KCL's Maughan Library on Chancery Lane

Invited Talks


Che Liu headshot

Che Liu

PhD student
Imperial College London

From Language to Perception: Emergent Multimodal Reasoning in Foundation Models

Abstract. Large language models have demonstrated impressive reasoning capabilities, but much of this progress depends on supervision with Chain-of-Thought reasoning data. We show that strong reasoning ability can emerge even without such supervision, using a minimalist reinforcement-driven objective. Building on this insight, we extend our approach to include visual inputs and observe similar reasoning behaviors in multimodal settings. This suggests that reasoning is not tied to specific types of supervision or data formats, but can emerge naturally when the training process is properly aligned. These results point toward a new direction for developing unified and general-purpose models capable of reasoning across language and perception.

Bio. Che Liu is a fourth-year PhD student at Imperial College London, supervised by Dr. Rossella Arcucci and Dr. Wenjia Bai. His research focuses on multimodal learning across vision, physiological signals, and language, with applications in medicine. His work has been published in machine learning conferences such as ICML, NeurIPS, and ACL, as well as clinical journals including IEEE Transactions on Medical Imaging and NEJM AI. He has also undertaken research internships at AstraZeneca and Alibaba DAMO Academy, contributing to real-world, large-scale applications of multimodal learning in medical AI.

Yifei Wang headshot

Dr Yifei Wang

Postdoctoral Researcher
MIT

Your Next-Token Prediction and Transformers Are Biased for Long-Context Modeling

Abstract. Next-token prediction and the Transformer architecture have long been the de facto standards for training language models. In this talk, we argue that both practices are inherently biased, and these biases become particularly pronounced under long context. Specifically, we identify the root causes behind (1) the discrepancy between next-token prediction performance (e.g., perplexity) and long-context benchmark scores, and (2) persistent position-bias phenomena in Transformers, such as lost-in-the-middle, attention sinks, and recency bias. Our analysis leads to principled training objectives and architectural insights that substantially improve LLMs’ performance in long-context settings. This talk is based on the following two recent papers:
1. What is Wrong with Perplexity for Long-context Language Modeling?. ICLR 2025.
2. On the Emergence of Position Bias in Transformers. ICML 2025.

Bio. Yifei Wang is a postdoctoral researcher at MIT CSAIL, working with Professor Stefanie Jegelka. His research focuses on the theoretical and algorithmic foundations of self-supervised learning, foundation models, and AI safety. His work has received four best-paper awards and has been featured by Anthropic and MIT. He served as an area chair for ICLR 2024 and ICLR 2025. Before MIT, Yifei earned a PhD in Applied Mathematics, a BS in Data Science, and a BA in Philosophy from Peking University.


* TASK PROMPT *
Pictures excluded, output the lines of the data below between the one holding "Where exactly is *tree* located?" and the one holding "Inspect for person.", inclusive, exactly as they stand.

#### GIVEN DATA

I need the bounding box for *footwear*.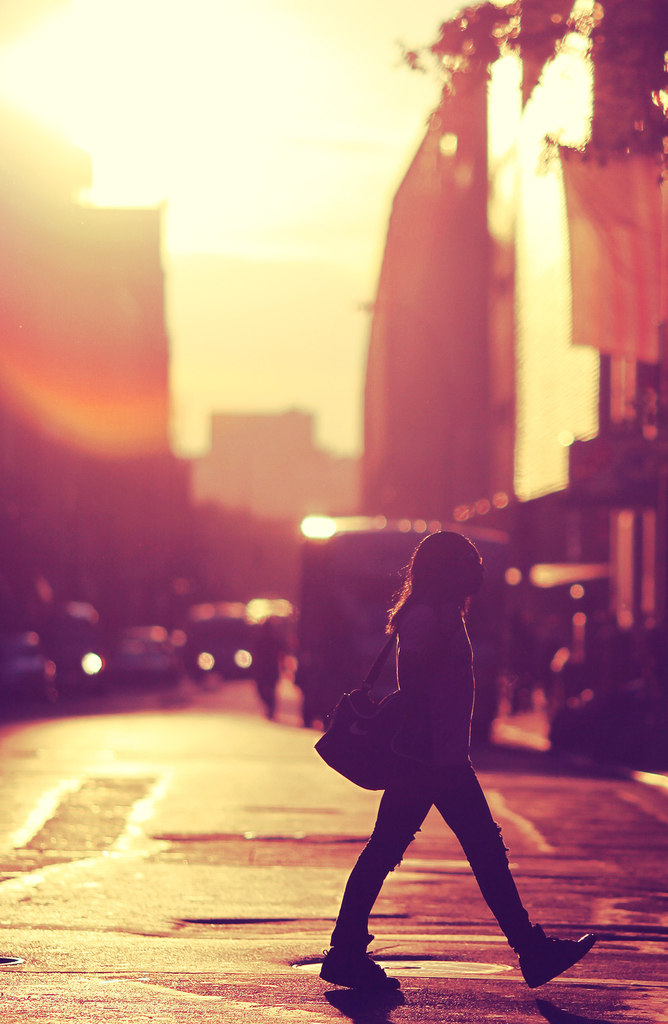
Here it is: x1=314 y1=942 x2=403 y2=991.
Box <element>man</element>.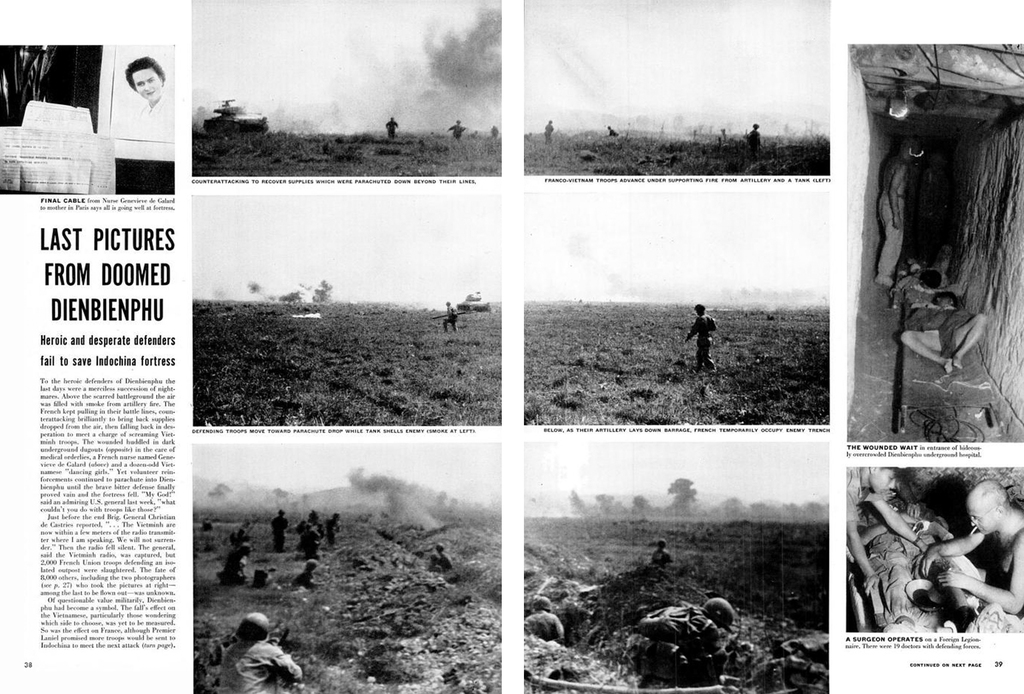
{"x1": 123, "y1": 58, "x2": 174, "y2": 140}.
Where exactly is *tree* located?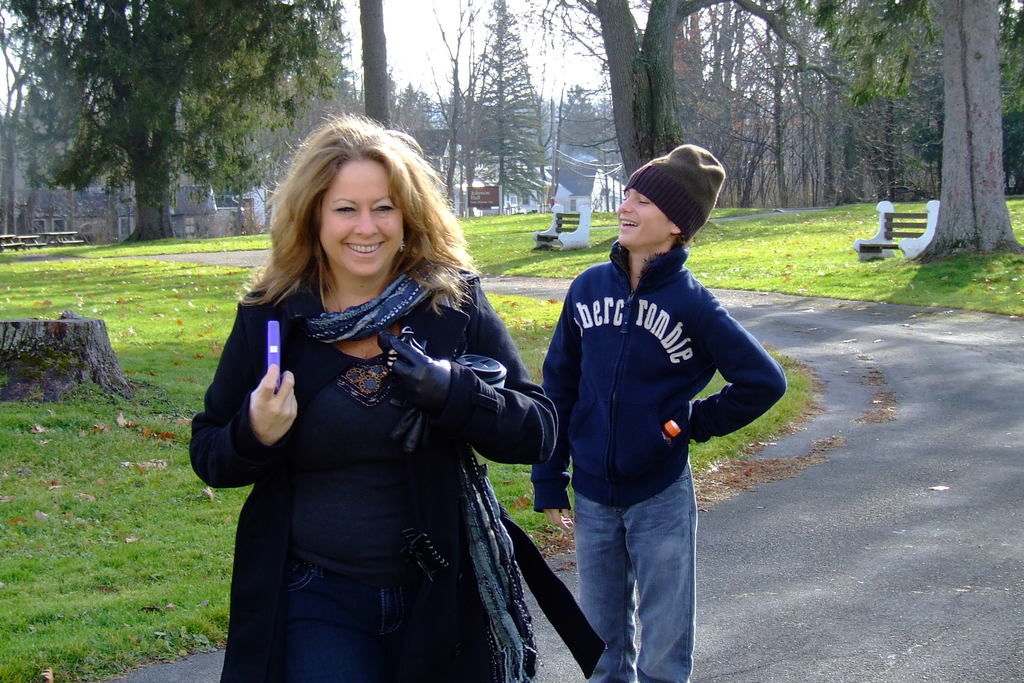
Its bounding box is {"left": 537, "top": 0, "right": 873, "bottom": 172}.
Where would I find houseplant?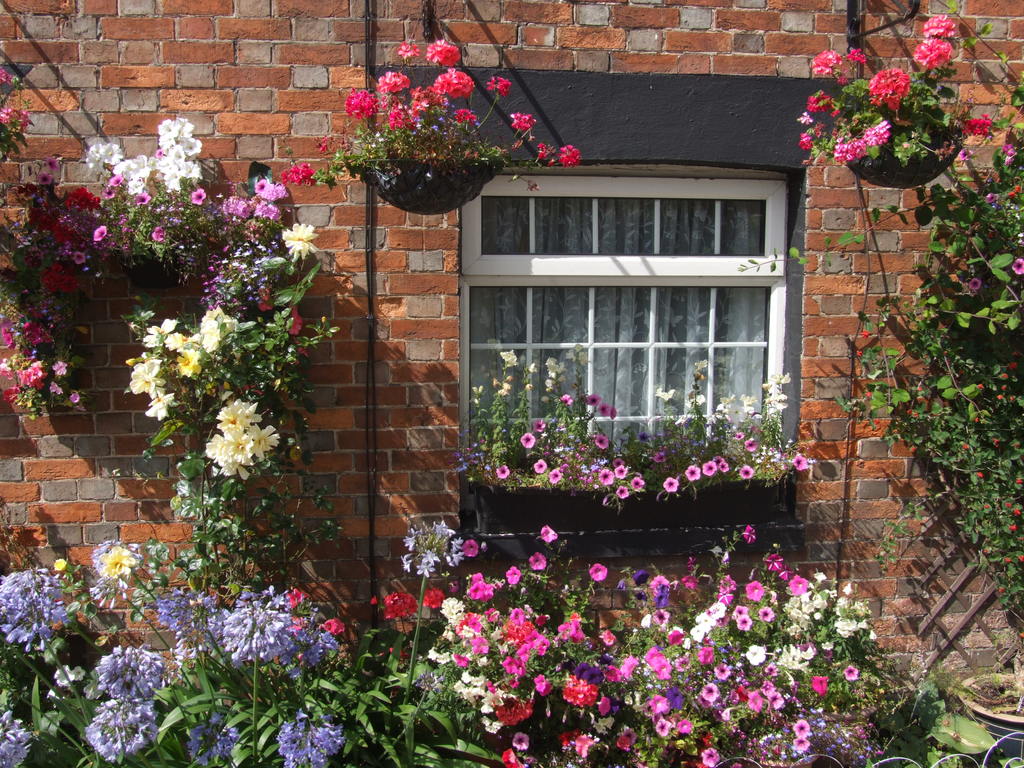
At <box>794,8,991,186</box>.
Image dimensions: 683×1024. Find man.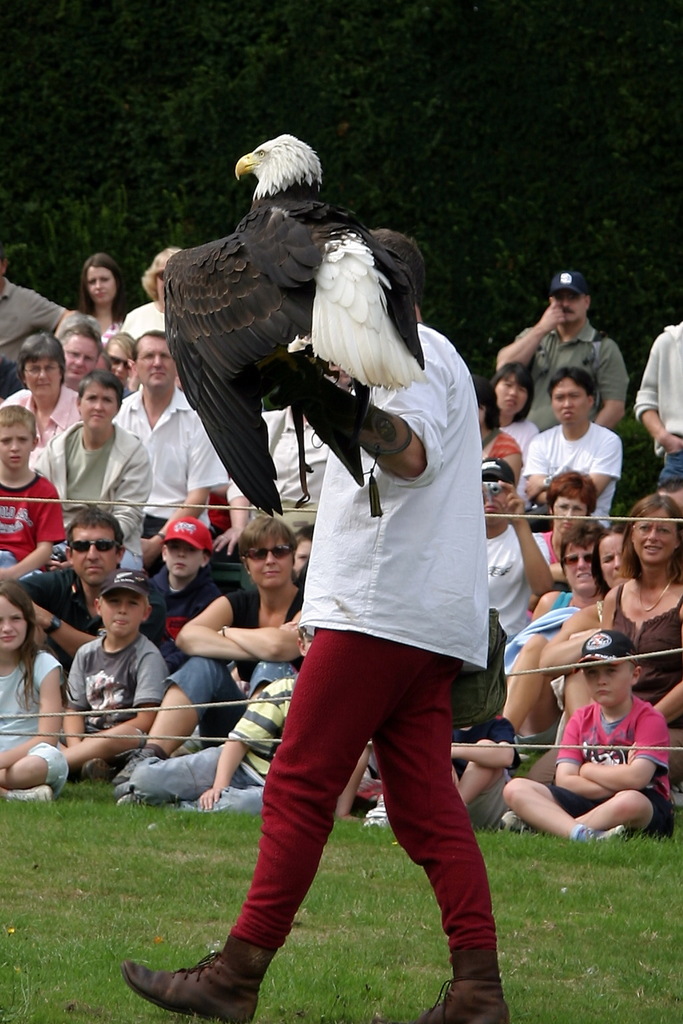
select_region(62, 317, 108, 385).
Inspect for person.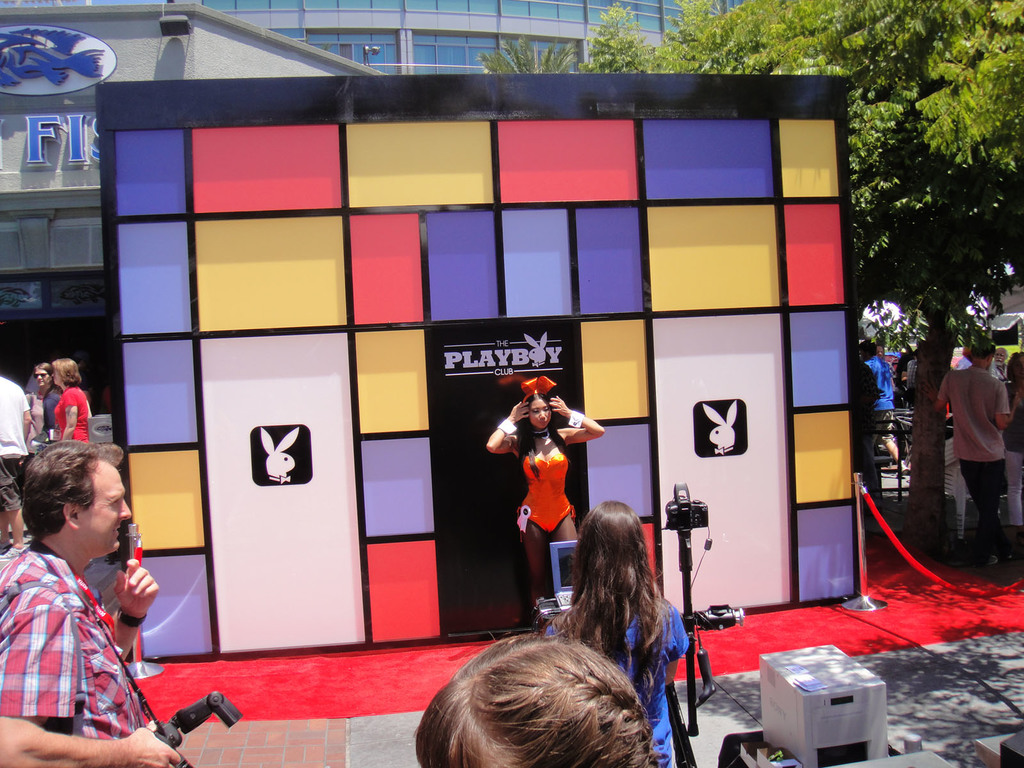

########
#### GIVEN DATA

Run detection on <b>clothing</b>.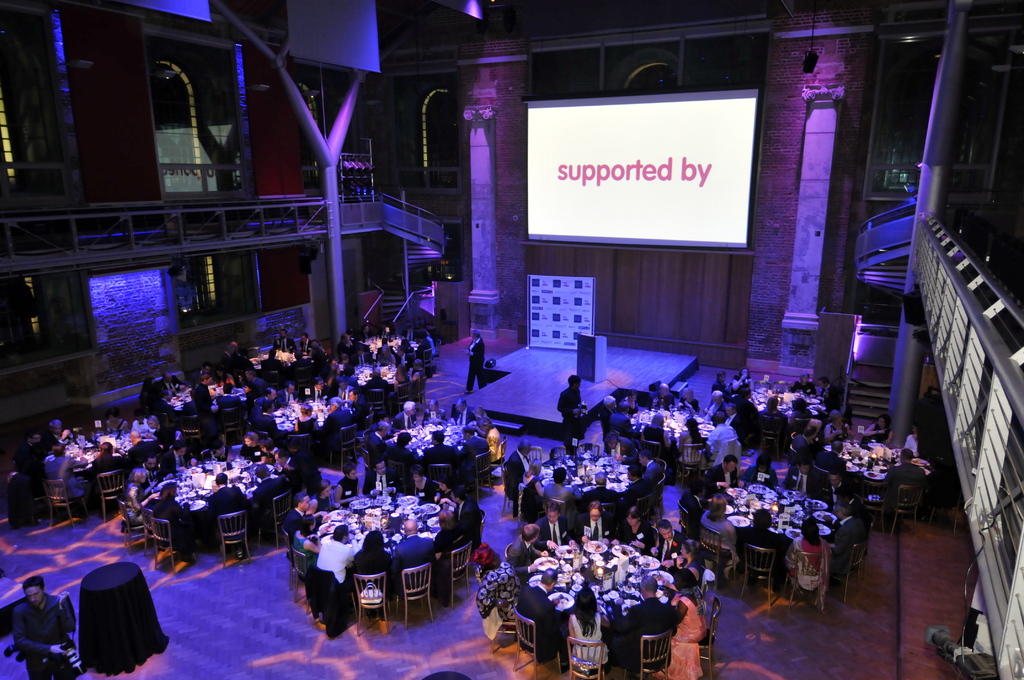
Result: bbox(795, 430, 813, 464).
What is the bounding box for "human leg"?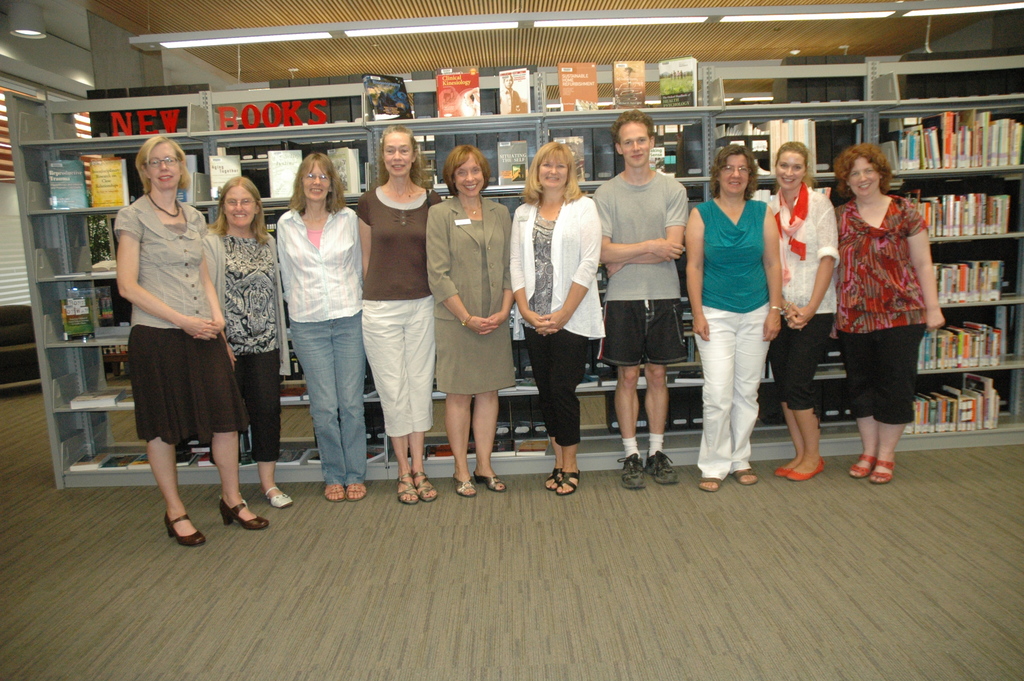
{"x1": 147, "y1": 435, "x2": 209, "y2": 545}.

########

* SOLVED PROBLEM *
Where exactly is *tree* located?
Its bounding box is {"left": 537, "top": 0, "right": 873, "bottom": 172}.
Where would I find houseplant?
At <box>794,8,991,186</box>.
Image dimensions: 683×1024. Find man.
select_region(62, 317, 108, 385).
Inspect for person.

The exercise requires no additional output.